Spartacus Books has moved about ten blocks away from where it was, and I had no time to trudge that far - but fortunately McLeod's Books on West Pender is still open, though every time I go there there is less room for the customers. It's almost impossible to move in there without knocking something over, the heaps of books are themselves heaped on other heaps and everything is only barely organized according to subject. But the prices are OK on a lot of things and they had a sale on hardcover books. I went back the next day and got some Edward Gorey books I had missed the day before, and went to Criterion Books across the street - smaller than Mcleod's but even messier, with a creaky floor that seemed bound to buckle under the weight of the books - and then to Albion Books just up the street, much nicer and better organized. I mean, I love old bookstores full of junk but after a while it's just a task trying to find anything at all.
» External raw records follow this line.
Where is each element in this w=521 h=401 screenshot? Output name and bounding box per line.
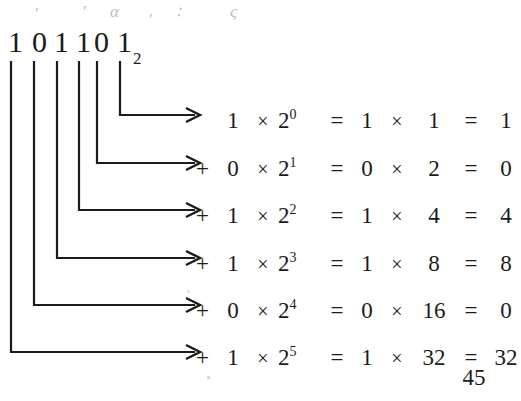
multiply-sign-2: ×: [382, 296, 412, 326]
multiply-sign: ×: [248, 249, 278, 279]
bit-value: 1: [218, 343, 248, 373]
plus-sign: +: [196, 201, 218, 231]
bit-value: 0: [218, 296, 248, 326]
multiply-sign: ×: [248, 296, 278, 326]
bit-value: 1: [218, 106, 248, 136]
bit-value-2: 1: [352, 201, 382, 231]
power-term: 21: [278, 148, 322, 184]
row-result: 0: [486, 296, 521, 326]
power-term: 24: [278, 290, 322, 326]
row-result: 1: [486, 106, 521, 136]
place-value: 32: [412, 343, 456, 373]
multiply-sign: ×: [248, 154, 278, 184]
page-speck: [187, 290, 190, 293]
power-exponent: 3: [290, 250, 297, 265]
multiply-sign: ×: [248, 106, 278, 136]
bit-value-2: 1: [352, 249, 382, 279]
power-term: 22: [278, 195, 322, 231]
equation-row: +1×23=1×8=8: [196, 243, 521, 273]
page-speck: [207, 376, 210, 379]
leader-line: [34, 62, 200, 312]
place-value: 8: [412, 249, 456, 279]
bit-value: 0: [218, 154, 248, 184]
power-term: 20: [278, 100, 322, 136]
equals-sign: =: [322, 343, 352, 373]
equals-sign-2: =: [456, 249, 486, 279]
multiply-sign-2: ×: [382, 343, 412, 373]
power-base: 2: [278, 156, 290, 181]
power-exponent: 2: [290, 202, 297, 217]
plus-sign: +: [196, 154, 218, 184]
power-base: 2: [278, 108, 290, 133]
equals-sign-2: =: [456, 201, 486, 231]
place-value: 2: [412, 154, 456, 184]
equals-sign: =: [322, 249, 352, 279]
row-result: 4: [486, 201, 521, 231]
place-value: 1: [412, 106, 456, 136]
multiply-sign-2: ×: [382, 201, 412, 231]
bit-value-2: 0: [352, 154, 382, 184]
equation-row: 1×20=1×1=1: [196, 100, 521, 130]
row-result: 0: [486, 154, 521, 184]
power-term: 25: [278, 337, 322, 373]
place-value: 4: [412, 201, 456, 231]
power-term: 23: [278, 243, 322, 279]
pencil-mark: ς: [230, 2, 237, 22]
equation-row: +0×24=0×16=0: [196, 290, 521, 320]
equation-row: +0×21=0×2=0: [196, 148, 521, 178]
power-exponent: 0: [290, 107, 297, 122]
equals-sign: =: [322, 201, 352, 231]
bit-value-2: 1: [352, 343, 382, 373]
decimal-total: 45: [452, 364, 496, 392]
equals-sign-2: =: [456, 106, 486, 136]
plus-sign: +: [196, 249, 218, 279]
bit-value: 1: [218, 249, 248, 279]
power-base: 2: [278, 203, 290, 228]
equals-sign-2: =: [456, 154, 486, 184]
multiply-sign: ×: [248, 343, 278, 373]
multiply-sign: ×: [248, 201, 278, 231]
equation-row: +1×22=1×4=4: [196, 195, 521, 225]
row-result: 8: [486, 249, 521, 279]
plus-sign: +: [196, 296, 218, 326]
bit-value-2: 1: [352, 106, 382, 136]
equation-row: +1×25=1×32=32: [196, 337, 521, 367]
equals-sign: =: [322, 296, 352, 326]
power-base: 2: [278, 345, 290, 370]
leader-line: [120, 62, 200, 122]
equals-sign: =: [322, 106, 352, 136]
equals-sign-2: =: [456, 296, 486, 326]
plus-sign: +: [196, 343, 218, 373]
equals-sign: =: [322, 154, 352, 184]
power-exponent: 4: [290, 297, 297, 312]
multiply-sign-2: ×: [382, 106, 412, 136]
power-exponent: 1: [290, 155, 297, 170]
multiply-sign-2: ×: [382, 249, 412, 279]
multiply-sign-2: ×: [382, 154, 412, 184]
bit-value: 1: [218, 201, 248, 231]
bit-value-2: 0: [352, 296, 382, 326]
power-base: 2: [278, 298, 290, 323]
place-value: 16: [412, 296, 456, 326]
power-base: 2: [278, 251, 290, 276]
power-exponent: 5: [290, 344, 297, 359]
Anyway, I am amazed these three stores are still hanging on, as independent booksellers are closing up everywhere.

Back to the hotel, quick shower, rest the feet and then we walked to the Rickshaw. Lots of seats in a gently sloping floor, perhaps it was a movie theatre once upon a time. Anyway, the place was sold out and as soon as the show started everyone got up and stood next to the raised stage, so we had to go too. This was only the second time I had seen The Residents, there were three of them this time. The sound system was turned up way too loud and I could not tell what "Randy" (the Resident who I think has been the main singer for most of their 40 year career) was singing half the time. Got an eyeball tee-shirt and a CD of Not Available. Lianne had never seen them before and pronounced it the weirdest thing she'd ever seen.

Kind of an expensive weekend (ferry fare for a car and two adults is almost $75 one-way, and is going up soon), and I still don't think I could ever live in or near Vancouver, but it was a fun time. Found myself gawking up at the skyscrapers like some rube.